Luckily, I found a trick to recover faster. See, when your brain is being creative, it’s taking the material of the world and your experience and running it through a kind of blender.

we start off with all these fresh ingredients, recognizable (a heart, a finger, an eyeball, a glass of wine) and we throw them in the art-blender. i only let things mix very slightly. i keep my blender on 2 or 3. you can recognize the component parts: in the final art-soup, the finger might be severed and mangled, but you can peer into your bowl and see that it’s a finger, floating there, all human and bloody and finger-y. neil puts his art-blender on 10. you wind up with a fantastic purée, but often you have no fucking idea where the experiences of his life wound up in the mix of his final product. if you see a finger, it’s not recognizable as a human one. and that’s part of what makes Neil Gaiman (capital N and G) work. and, i’d argue, my choice to dial my art-blender down from a 5 to a 2 or 3 over the past few years, as i write more and more “direct” songs…i don’t know, it may be part of what i’ve needed to do to survive as an artist (or more likely, as a human).

we do these things instinctively, i think.

Amanda Palmer, blog

But for most of us, we’re not running the blender all the time. And between smoothie orders, we spend a lot of time stocking up on ingredients and filling our pantry (or “filling the well”), but we’re not being our own sous-chefs. We’re not doing actively anything to get the ingredients ready for our smoothie, so when it’s time to cook, there’s an overwhelming sense of THERE’S NOTHING TO EAT! DISASTER! QUICK! SOMEBODY ORDER A PIZZA!

So if you’re like me, when you meet someone who’s always ready to whip up a delicious meal–or someone who’s always painting or writing or creating some wonderful thing–it’s awe-inspiring. But these people, whether they’re creative business-people like Martha Stewart or in-demand movie makers like Guillermo del Toro, aren’t inhuman creator-machines. They’re ready to go because they’re their own darn sous chef. They take time to actively engage with their experiences so they’re easily available for art.

Basically: They are working all the time. Just on stuff YOU CAN’T SEE. They’re making ingredients!

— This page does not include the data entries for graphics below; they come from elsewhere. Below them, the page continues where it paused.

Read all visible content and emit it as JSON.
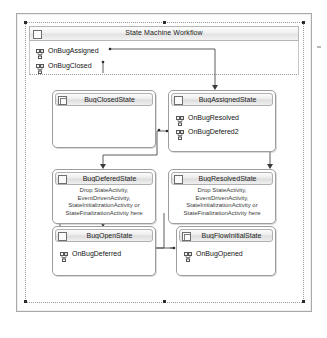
{
  "designer": {
    "name": "state-machine-workflow-designer",
    "surface_title": "State Machine Workflow",
    "surface_icon": "workflow-icon"
  },
  "root_events": [
    {
      "label": "OnBugAssigned",
      "icon": "event-handler-icon"
    },
    {
      "label": "OnBugClosed",
      "icon": "event-handler-icon"
    }
  ],
  "states": [
    {
      "id": "bug-closed-state",
      "title": "BugClosedState",
      "icon": "initial-state-icon",
      "events": [],
      "drop_hint": ""
    },
    {
      "id": "bug-assigned-state",
      "title": "BugAssignedState",
      "icon": "state-icon",
      "events": [
        {
          "label": "OnBugResolved",
          "icon": "event-handler-icon"
        },
        {
          "label": "OnBugDefered2",
          "icon": "event-handler-icon"
        }
      ],
      "drop_hint": ""
    },
    {
      "id": "bug-deferred-state",
      "title": "BugDeferedState",
      "icon": "state-icon",
      "events": [],
      "drop_hint": "Drop StateActivity, EventDrivenActivity, StateInitializationActivity or StateFinalizationActivity here"
    },
    {
      "id": "bug-resolved-state",
      "title": "BugResolvedState",
      "icon": "state-icon",
      "events": [],
      "drop_hint": "Drop StateActivity, EventDrivenActivity, StateInitializationActivity or StateFinalizationActivity here"
    },
    {
      "id": "bug-open-state",
      "title": "BugOpenState",
      "icon": "state-icon",
      "events": [
        {
          "label": "OnBugDeferred",
          "icon": "event-handler-icon"
        }
      ],
      "drop_hint": ""
    },
    {
      "id": "bug-flow-initial-state",
      "title": "BugFlowInitialState",
      "icon": "initial-state-icon",
      "events": [
        {
          "label": "OnBugOpened",
          "icon": "event-handler-icon"
        }
      ],
      "drop_hint": ""
    }
  ],
  "drop_hint_lines": {
    "line1": "Drop StateActivity,",
    "line2": "EventDrivenActivity,",
    "line3": "StateInitializationActivity or",
    "line4": "StateFinalizationActivity here"
  },
  "colors": {
    "surface": "#ffffff",
    "frame_border": "#a9a9a9",
    "box_border": "#9d9d9d",
    "header_gradient_top": "#fcfcfc",
    "header_gradient_bottom": "#dcdcdc",
    "wire": "#4a4a4a",
    "handle": "#2b2b2b",
    "text": "#141414"
  }
}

If you’ve ever taken an art class, your teacher probably told you that keeping a sketchbook would help your skills up and help you work out ideas before you ever need them. If you wrote a senior thesis in college, you probably spent a lot of time reading and making notes and processing texts before you finally found the perfect combination of ideas to use in your final product. You had to prepare your ingredients before you started cooking with them.

Del Toro Sketchbook & Cover of book

Cover and pages from CABINET OF CURIOSITIES, a book exploring Guillermo del Toro’s sketchbooks and collections. (From Mighty Mega.com)

Well, I’m finally keeping a notebook. I’m spending a little bit of time every day (or at least every few days!) working in my notebook. Not working on my particular current projects, but just thinking about images and texts and life experiences that I’m exploring right now. Instead of just reading a book and enjoying one of the characters, I’m jotting down what I liked or didn’t like about that person. I’m actively engaging my brain on a regular basis–and every time I get done working, I find I’ve come up with all kinds of new insight and engagement in the projects I have to work on. I feel inspired all the time!

I’m keeping my blender on the counter all the time, and I’m filling the fridge with lots of great ingredients that are ready to go in the blender. Just knowing that I’ve got material ready means I don’t have to ever feel worried about running out of material. And I don’t have to feel that horrible, hollow feeling of burnout (which can turn into a much darker feeling of depression if you’re not lucky).

So get out there and start thinking, and save your thoughts in a notebook. You might be amazed by how good it will make you feel.